This opening sequence tells us everything we need to know about Killing's context — it's a period piece set in 2008, in a broken-down urban epicenter of post-economic crash, pre-election America — as well what writer-director Andrew Dominik is “doing” to his source, George Higgins' 1974 novel Cogan's Trade. He's using the structure of a self-policing underground economy of junkies, killers and administrators, greedy bastards all, to indict an above-ground system, the world into which the film is going to be released, and suggesting that the criminal satellite economy and the mainstream superstructure are functionally the same.

But Dominik — whose last film, The Assassination of Jesse James by the Coward Robert Ford, was a masterpiece of visual storytelling similarly about law and outlaws and the slipperiness of myth and reality as an almost geographically genetic American imperative — doesn't trust us to watch this beautifully self-evident opener and get what he's up to. So he keeps telling us.

At the directive of small-time boss Squirrel, Frank and his partner in bumbling crime, Russell (Ben Mendelsohn), pull off the heist of a poker game managed by Markie (Ray Liotta). A mob executive assistant of sorts (Richard Jenkins) — who complains there's “no decision makers” among his bosses, just “total corporate mentality” — contracts Jackie Cogan (Brad Pitt) to restore confidence in the underground poker game economy by teaching a lesson to Markie, Squirrel, Russell and Frank. Cogan, who is acquainted with one of the parties and refuses to kill anyone he knows personally, insists on subcontracting Mickey (James Gandolfini), a gluttonous associate from New York who lets his appetite for booze and whores get in the way of getting the job done.

Killing Them Softly is at its best when it's essentially veering off-track. One assassination, shot in extreme slow-motion/bullet-time, a show-offy but stunning CGI set-piece, works as a gory parody of the current American action movie auto-pilot. In just two scenes, the Gandolfini character gives the movie a black heart of toxic gender stuff, florid misogyny twinned with paranoia and self-pitying sentimentality. (“There's no ass in the whole world like a young Jewish girl who's hooking,” he says dreamily.)

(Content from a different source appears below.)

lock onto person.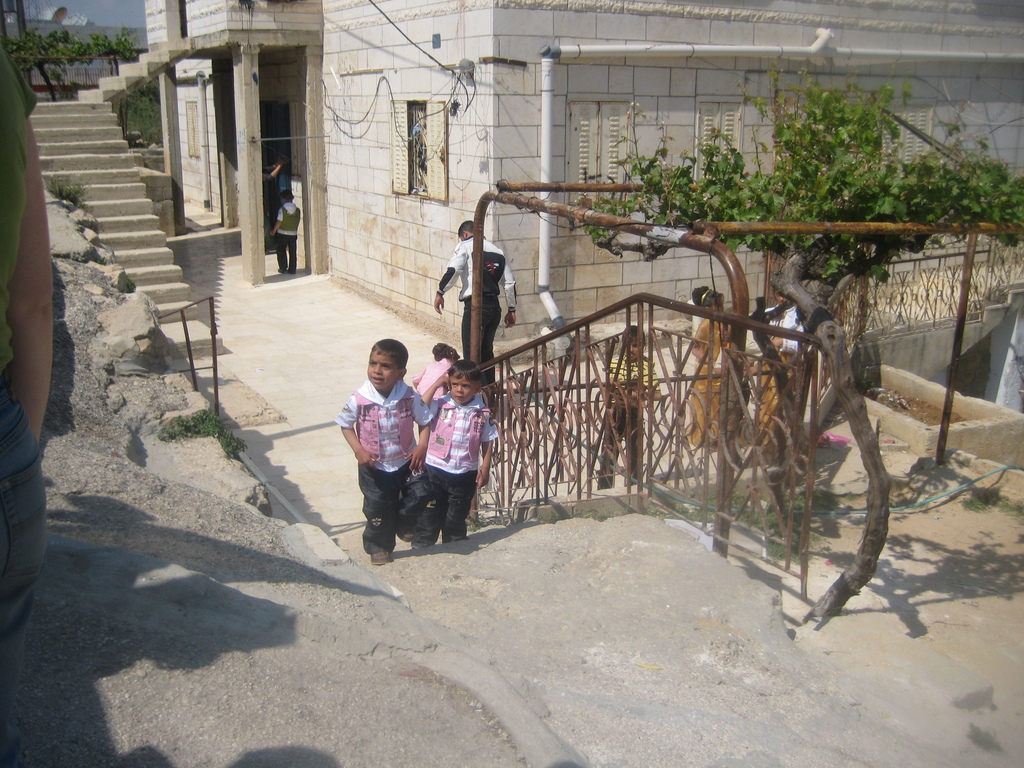
Locked: [x1=269, y1=187, x2=300, y2=271].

But it's not an exaggeration to say that Dominik hammers his political point to death. As these criminals move through days filled with backroom card games, bus depot drug dropoffs and clandestine rendezvous in town cars to discuss enforcement-through-whacking, everywhere they go a TV or a radio injects real, circa fall 2008 rhetoric from Obama, McCain and George W. Bush into the space (in one scene between Pitt and Jenkins, audio of Bush's justification of the bailout even seems to be higher in the sound mix than the dialogue of the characters). When Dominik uses music, it's usually American standards (“Paper Moon,” “Life Is Just a Bowl of Cherries”) chosen for ironic effect — except when Frank and Russell shoot heroin to an excerpt from (yes, seriously) the Velvet Underground's “Heroin.”

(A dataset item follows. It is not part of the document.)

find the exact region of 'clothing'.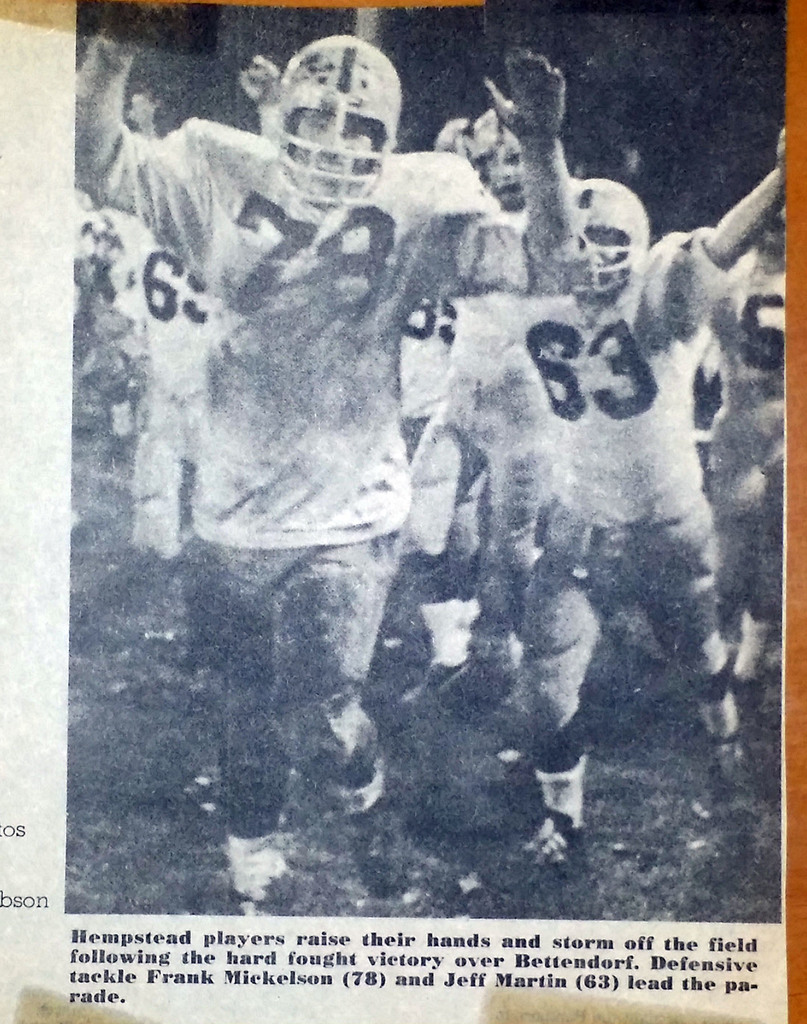
Exact region: (left=98, top=111, right=527, bottom=545).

Only in the final scene does anyone in the movie actually acknowledge the deluge of political propaganda in their lives. Cogan, meeting Jenkins' character in a bar to collect payment for services rendered, looks up at a TV broadcasting Obama's Election Night victory speech. Cogan may be painted as a killer too cowardly to shoot at close range, but he's also proven to be the only “smart guy” in the movie capable of analysis and introspection. As Obama closes his campaign with a blast of on-message utopian cheerleading, Cogan scoffs. “Oh yes, we're all the same. We're all equal. … I'm living in America, and in America, you're on your own. America's not a country, it's a business. So fucking pay me.”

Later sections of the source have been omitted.